There were a few points around town where pallets of bottled water were distributed by the EOC, but it tended to be gone fast. It sparked outrage. A network of citizens on facebook started delivering water to friends who didn't, then to other people, and suddenly there was a water distribution organization calling themselves Austin Needs Water (ANW). They fabricated dispensers out of pvc and five gallon buckets which attached to the water cubes set up at distribution points across town.
These were festival people; event planners and organizers in the Burner and Permaculture community. Politically, they tended to be Left, some so far as to identify as Anarchists, some as Communists. They were functioning much as community churches function in a crisis, organizing resources and helping people in need. They were so effective, the city gave them a phone number to report outages and a workspace in the Palmer Events Center. When the National Guard arrived in Austin, they were sent, not to the Emergency Operations Center, but to the ANW offices to help in any way they could.
When the guardsmen arrived, they weren't sure what to do with them. Many distribution points were at low income places, multiplexes where a certain percentage of people lived in fear of deportation and ICE raids. Uniformed guardsmen might scare off those with the greatest need, so it was requested that they wear civilian clothes. The request was denied. These were soldiers. The soldiers could, however, be made to wear pink vests.
Soldiers in pink vests went on delivery runs and manned the phone banks as the effort grew and reached more people. The problem of water distribution finally had a plan and resources, but the volunteers who ran it were exhausted.
Reading this, you might reasonably ask, “Yes, but how MANY people were thirsty?”. Was this the state and community bending over backwards to care for a small, imperiled group of citizens, or was it a massive failure to plan for and respond to a predictable crisis? Or was it something even worse: the inability to detect the crisis?
How long we remained in an emergency depended on plumbing repair. I decided that was where I would try to help, but before I did, I wanted to know how big the problem was and what sort of repair might be needed. I asked everyone I could find: the EOC, The City, water districts, and FEMA. Most did not respond. None of them had an answer.
I was beginning to suspect that The State knew terrifyingly little about what was going on. Why else would they cede the job of planning and implementing water distribution to anarchists?

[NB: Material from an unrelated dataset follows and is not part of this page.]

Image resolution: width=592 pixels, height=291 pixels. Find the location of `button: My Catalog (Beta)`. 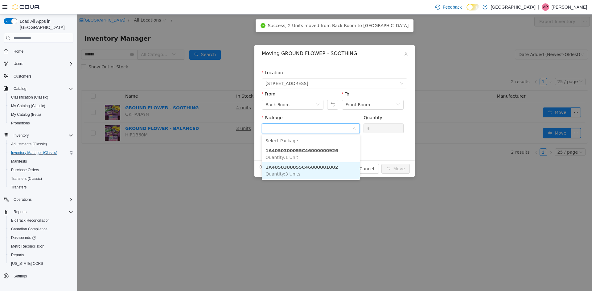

What was the sensory organ for human suffering in our city? It was up to property owners to track and report property damage and the city only “owned” the mains and sewers. It seemed to be no one’s job to know how many people had no water.
Still, Austin Water could, in theory, generate a report that listed residential meters that had shut off and not come back online. A liaison assigned to ANW from the EOC told me that it was “an interesting idea” and would be looked into.
That is as far as I got trying to to understand the big picture, but I knew some people personally who had to have their water shut off at the curb because of burst pipes. A basic repair was probably all they needed to be able to turn it back on, and that would be the difference between being slightly uncomfortable and living in the third world. Just cold water.
This essay series is part of a project to document Texan’s experiences during the 2021 freeze. Do you have a story to share about the 2021 Texas freeze? Share it with my publication, Freeze Stories, on Medium. If its not filled with filth, I’ll publish it. Ok, I’ll publish it even if its filled with filth.